Rider’s a tick off magic 200
Tweaked Kawasaki carries HB man to a land speed mark, but the overall record needs a perfect back-up run
There is perhaps nothing as scary or as thrilling at the same time as achieving a land speed record on a motorcycle. With no chassis or panels to surround the rider, no padding, no bumpers and no air bags, the adrenaline rush surely defies description and, in the tradition of legendary Kiwi motorcycling pioneer Burt Munro before him, Hawke’s Bay man Walter Rands-Trevor, who escaped Auckland 21⁄2 years ago for a rural Esk Valley lifestyle, certainly now knows that feeling intimately.
On March 20, on Goudies Rd near Reporoa, the 44-year-old Protecta Insurance product manager New Zealand set the 1050cc flying quartermile land speed record of 321.8km/h — about as close he could get to the “magical goal” of 200 miles per hour (321.869km/h).
“I achieved the 200 miles per hour pass but not the 200 miles per hour average, so that’s the aim for me next time,” he said. “I will definitely keep working on the bike and keep chipping away at it.”
It was the first time a traditionally-aspirated vehicle, car or bike, had been over 200 miles per hour on New Zealand soil, without the help of turbo-charging or a supercharger, he said.
It broke a record which had stood for 28 years, but there’s more to come, possibly at a New Zealand Land Speed Records Association event understood to be planned for February next year, at Goudies Rd, the event venue which has about 7km of straight, flat tarseal.
Rands-Trevor grew up riding bikes on the dirt roads and tracks of Great Barrier Island, before moving into Auckland to work.
But his affair with the higher speeds and records started when partner Pippa Harris, from Wairoa, was heading with family to the famed Bonneville Salt Flats in Utah, where Chris Harris had set a car speed record in 2006, and where Munro set his under 1000cc world record of 295.453km/h (183.59 miles per hour) in 1967 (a story featured in movie The World’s Fastest Indian).
The family, now based in Bay View, had often told him there was “a space in the container if I wanted to chuck a bike in there”.
“It snowballed from there,” he said. “I eventually managed to source a Kawasaki ZX10 at a good price and realised that, with a few tweaks, it could be competitive.”
The first bike he took over in 2012 was a 2008 model.
“I had done as much development as I could with that bike,” he said. “Then I got the newer-generation bike, the 2011 model Kawasaki that I’m still running today.”
He’s been doing events in New Zealand for quite a while and competed at every event at Goudies Rd since the formation of the New Zealand Landspeed Association. He has also fronted at the East-West Sprints in South Wairarapa. The record run two months ago was the first time the team had combined with Motorcycling New Zealand to have a crack at ratifying national records.
“Prior to this it hasn’t been official and really just for bragging rights,” he said. “My bike probably only puts out as much power as the latest generation bikes and it’s had a huge amount of work done to it, tweaking it over the years.
“I enjoy doing the work on the bike as much as anything else, particularly working in the shed, mates around with a couple of beers and pizza.
“But the proof of the pudding is in the eating and getting those speeds higher. You do have to build up to it a little bit when you head out onto the tarseal.
I will definitely keep working on the bike and keep chipping away at it. Walter Rands-Trevor
“For me, I’ve been doing it for a few years now, but you do remain very conscious of your surroundings and the potential for it all to go pear-shaped.
“As with all riding, you’re trying to look as far down the course as you can. It’s all coming at you pretty quick.”
The record has now been ratified by motorcycle sport’s governing body in New Zealand, Motorcycling New Zealand.
The previous record for the 1050cc flying quarter-mile was 187.96 miles per hour, set on December 4, 1993, by Christchurch’s Jon White, riding a Britten motorcycle.
Missing the 200 miles per hour goal by just 0.069km/h is just one of the frustrations, with conditions needing to be “pretty much perfect”. Conditions at Bonneville have been right on just two of his five trips there, and Reporoa events have also been called off on at least one of his trips to the magnet-point between Taupo¯ and Rotorua. It’s also not something where he can prepare on the open highway, with speed limits of 100km/h.
Simple answer to the obvious question, of whether he has ever been ticketed for speeding, is: “Yes.”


- **WHAT IS REQUIRED**: The lines to return are those from the line holding "The width and height of the screenshot is (716, 362)." through the last line of the entries below, both included, written exactly and without pictures.

Stored data entries

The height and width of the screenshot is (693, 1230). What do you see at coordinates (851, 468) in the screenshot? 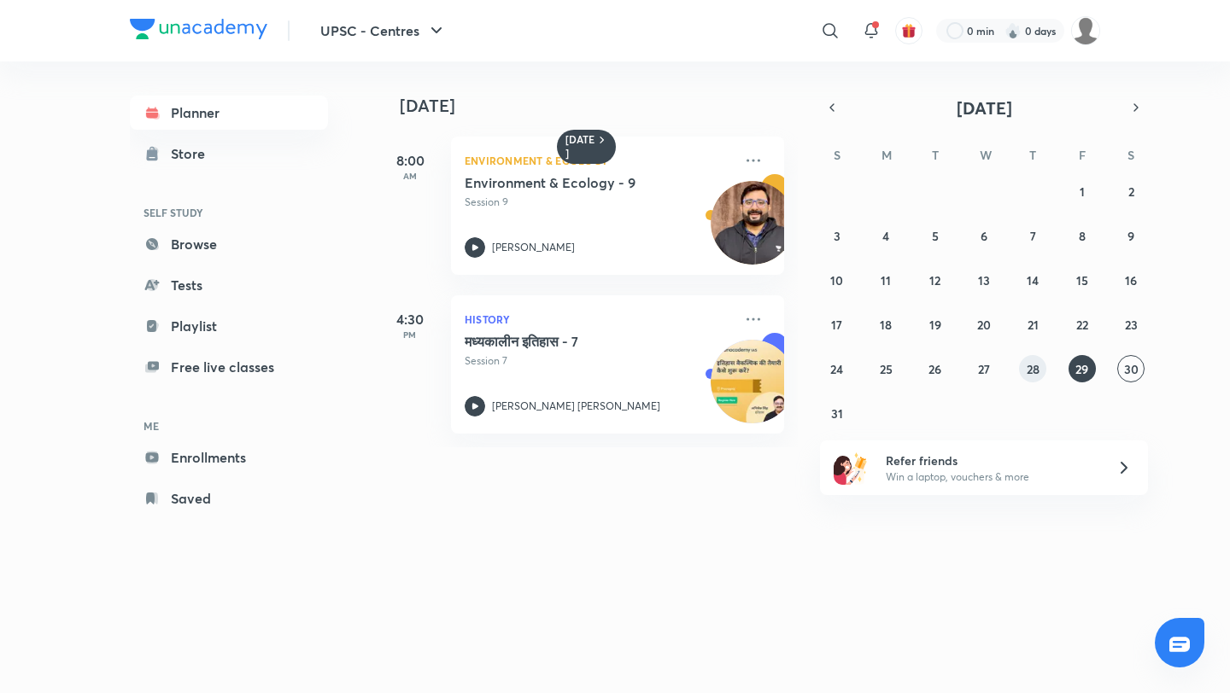
I see `img: referral` at bounding box center [851, 468].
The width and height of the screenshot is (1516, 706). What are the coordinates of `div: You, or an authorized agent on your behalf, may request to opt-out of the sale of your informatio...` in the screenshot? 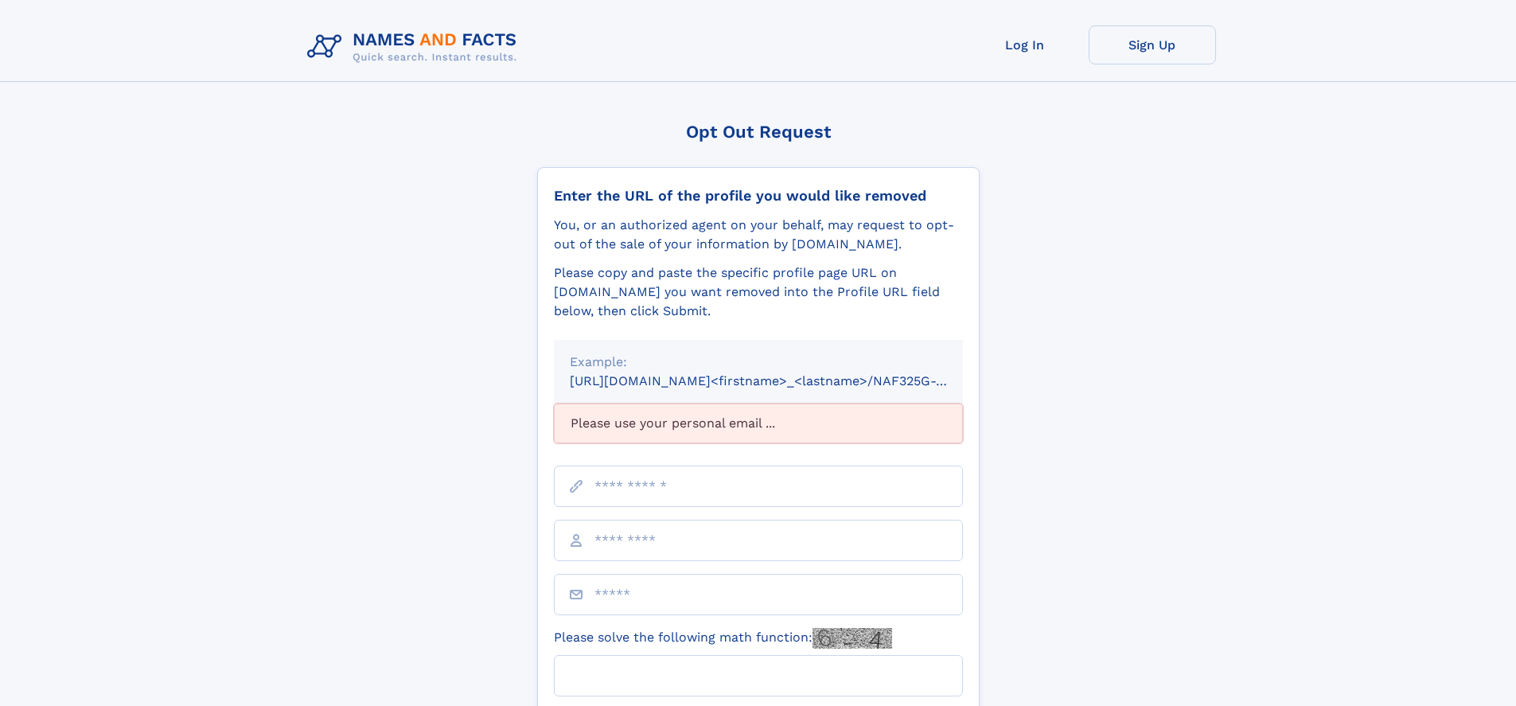 It's located at (758, 235).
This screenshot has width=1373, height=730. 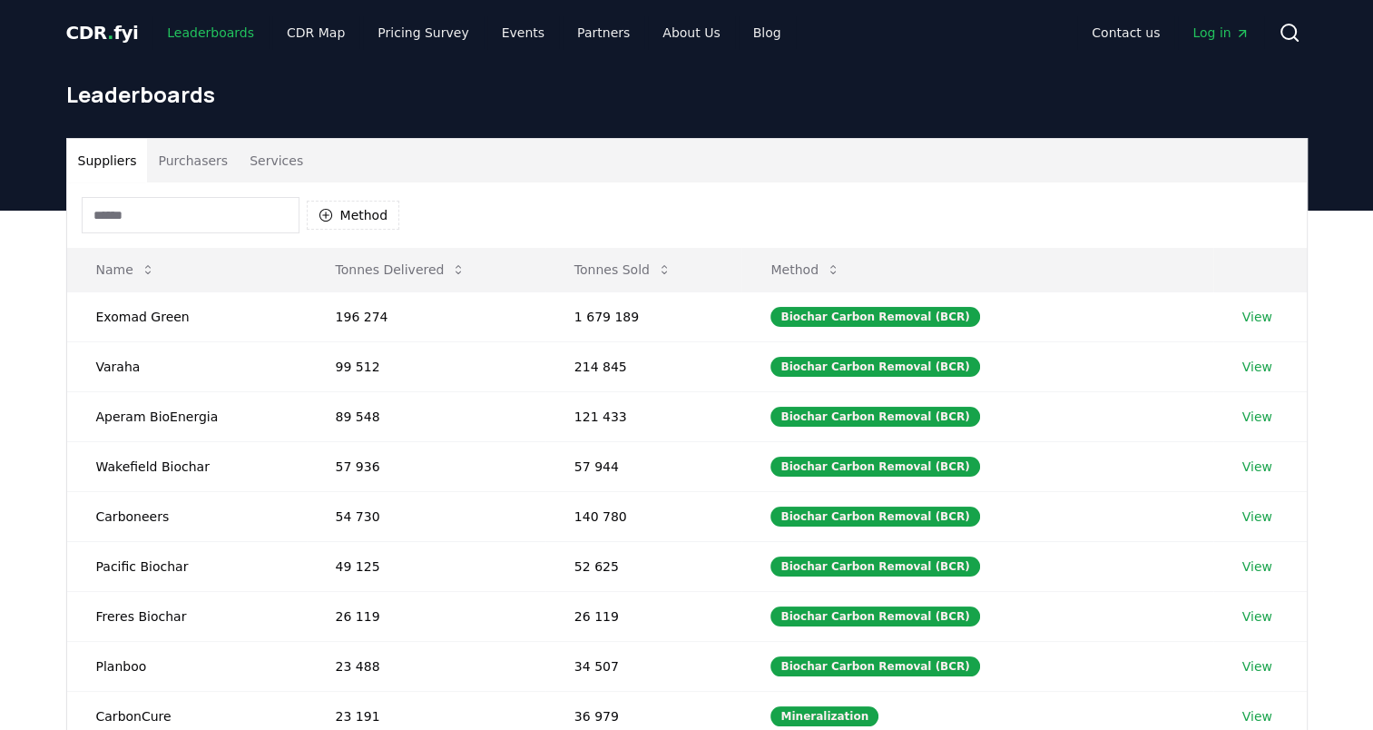 I want to click on td: 99 512, so click(x=426, y=366).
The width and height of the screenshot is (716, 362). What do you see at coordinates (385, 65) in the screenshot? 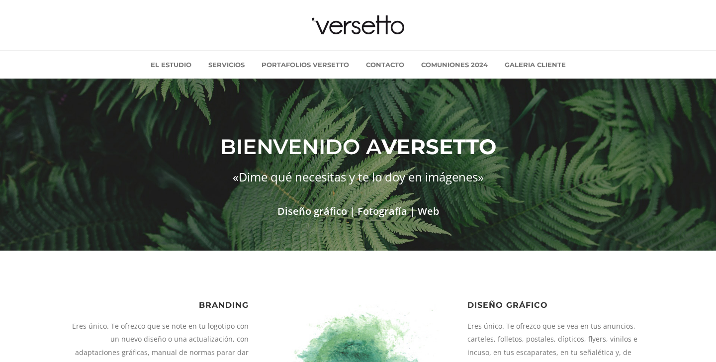
I see `a: Contacto` at bounding box center [385, 65].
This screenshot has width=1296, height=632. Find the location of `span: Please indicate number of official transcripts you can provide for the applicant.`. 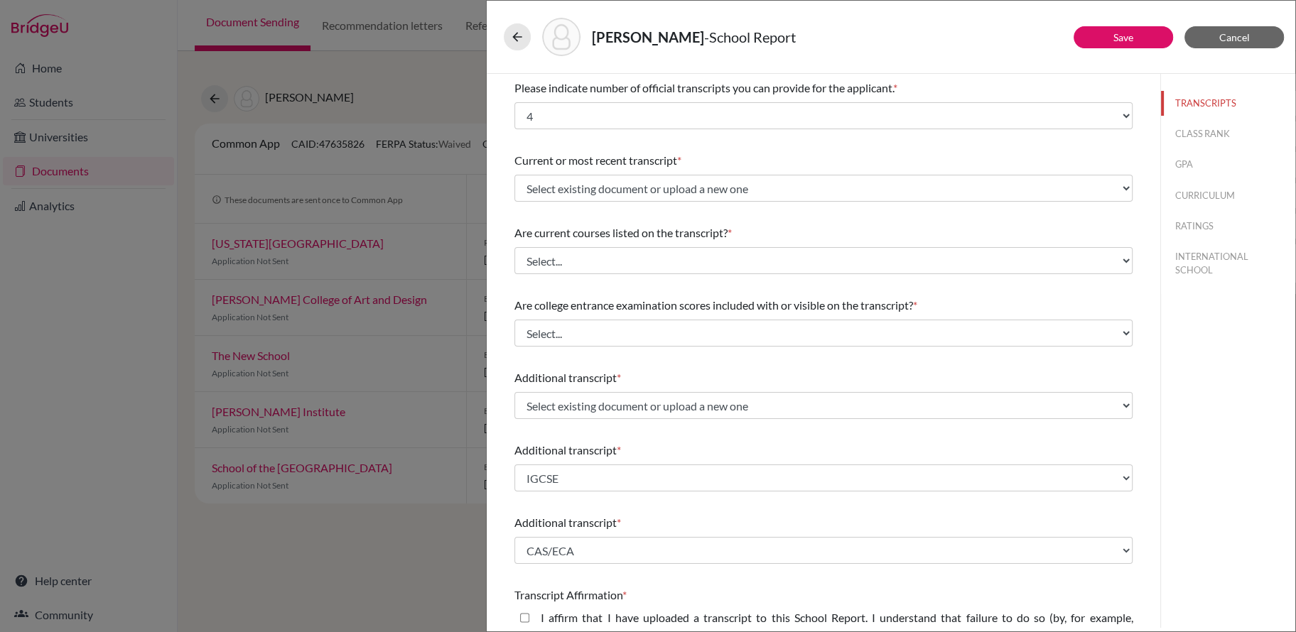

- **ANSWER TO THIS EXERCISE**:
The width and height of the screenshot is (716, 362). What do you see at coordinates (385, 65) in the screenshot? 
I see `a: Contacto` at bounding box center [385, 65].
This screenshot has width=1296, height=632. Find the location of `span: Please indicate number of official transcripts you can provide for the applicant.`. 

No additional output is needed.